The wrap produces a smaller-than-required allocation. Subsequent SIMD-accelerated copy or escape routines write and read past the end of the undersized buffer. The out-of-bounds reads can leak adjacent heap memory back into the produced JSON, while writes can corrupt allocator metadata or neighboring objects.
Because simdjson is widely embedded in web servers, data pipelines, and message brokers, any 32-bit deployment that ingests attacker-controlled JSON is exposed. 64-bit builds are not directly affected because the size_t arithmetic does not overflow in practice for realistic inputs.
Root Cause
The root cause is unchecked integer arithmetic on length values used to size a destination buffer. The code did not validate that the computed size fit within size_t before invoking the allocator. This is a textbook CWE-190 defect amplified by SIMD routines that assume the allocation is correctly sized.
Attack Vector
An attacker delivers a crafted JSON payload containing a very large string to an application using simdjson on a 32-bit build. Parsing through the document-builder API invokes escape_and_append(), which under-allocates and then reads out of bounds during SIMD escaping. The attack vector is network-reachable wherever the parser consumes untrusted input.

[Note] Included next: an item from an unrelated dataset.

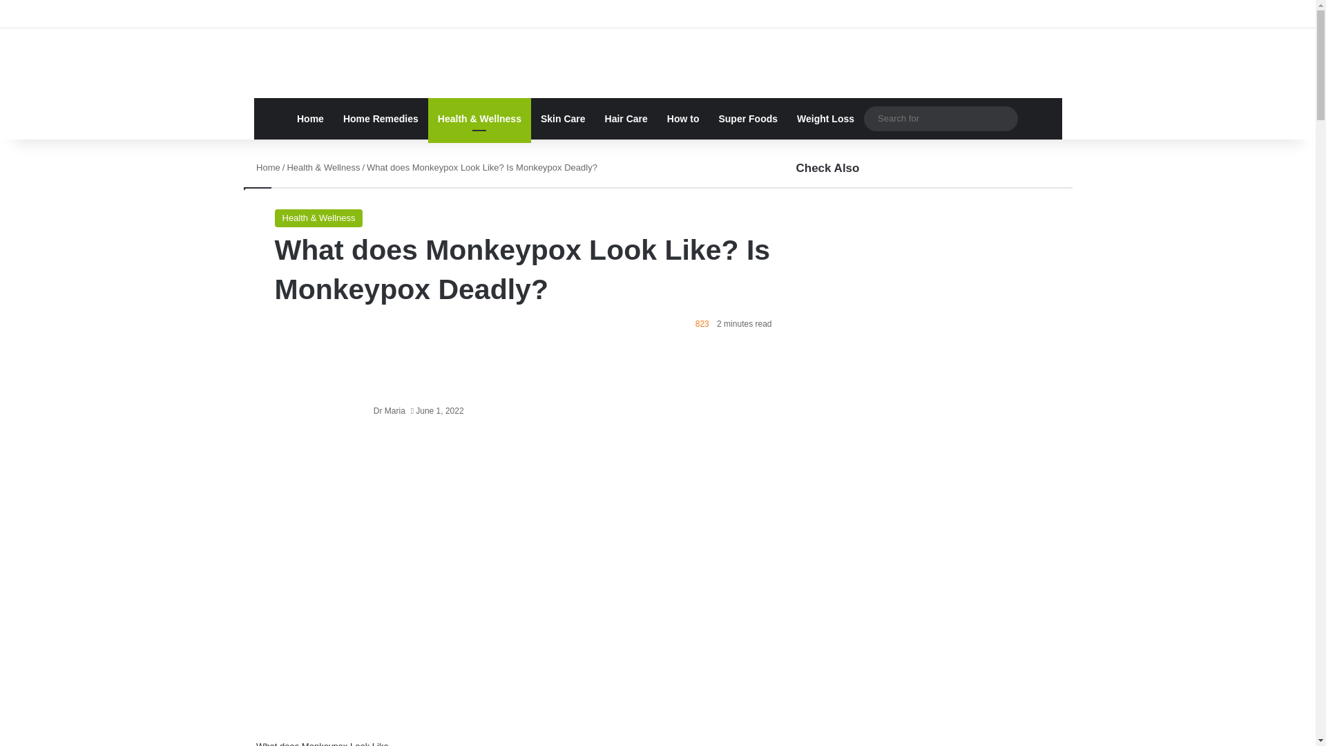 The width and height of the screenshot is (1326, 746). What do you see at coordinates (684, 118) in the screenshot?
I see `How to` at bounding box center [684, 118].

No verified public exploit code is available. Refer to the CERT Poland CVE Analysis and the GitHub Release Notes v4.6.4 for technical specifics.
Detection Methods for CVE-2026-8295
Indicators of Compromise
- Application crashes or segmentation faults in processes that parse JSON using simdjson on 32-bit hosts
- Malformed JSON responses emitted by services that previously produced well-formed output
- Unexplained fragments of heap memory appearing within JSON fields returned to clients
- Inbound HTTP or API requests containing JSON strings several hundred megabytes or larger
Detection Strategies
- Inventory all binaries linked against simdjson and identify those compiled for 32-bit architectures
- Inspect dependency manifests for simdjson versions earlier than 4.6.4
- Deploy runtime memory-safety tooling such as AddressSanitizer in test environments to surface out-of-bounds reads in escape_and_append()
- Add web application firewall rules that flag JSON payloads exceeding a defined string-length threshold
Monitoring Recommendations
- Alert on abnormal process termination signals (SIGSEGV, SIGABRT) on services handling external JSON
- Log and review HTTP request body sizes for endpoints that accept JSON
- Correlate parser error rates with input size distributions to detect probing attempts
How to Mitigate CVE-2026-8295
Immediate Actions Required
- Upgrade simdjson to version 4.6.4 or later across all build pipelines and dependent applications
- Rebuild and redeploy all binaries that statically link simdjson after upgrading
- Audit 32-bit deployments and prioritize them for patching or migration to 64-bit builds
- Restrict the maximum accepted JSON payload size at the application or proxy layer
Patch Information
The simdjson maintainers fixed the integer overflow in the 4.6.4 release. The corrected code validates length calculations before allocation in string_builder::escape_and_append(). Patch details and release artifacts are available at the GitHub Release Notes v4.6.4. Additional analysis is published in the CERT Poland CVE Analysis.
Workarounds
- Reject JSON inputs above a conservative size limit (for example, 16 MB) at the network edge
- Rebuild affected services as 64-bit binaries where feasible, eliminating the narrow size_t overflow path
- Route untrusted JSON through a hardened pre-parser that enforces string-length bounds before invoking simdjson
# Configuration example: enforce JSON body size limit in nginx
http {
client_max_body_size 16m;
server {
location /api/ {
client_body_buffer_size 16m;
proxy_pass http://backend;
}
}
}
Disclaimer: This content was generated using AI. While we strive for accuracy, please verify critical information with official sources.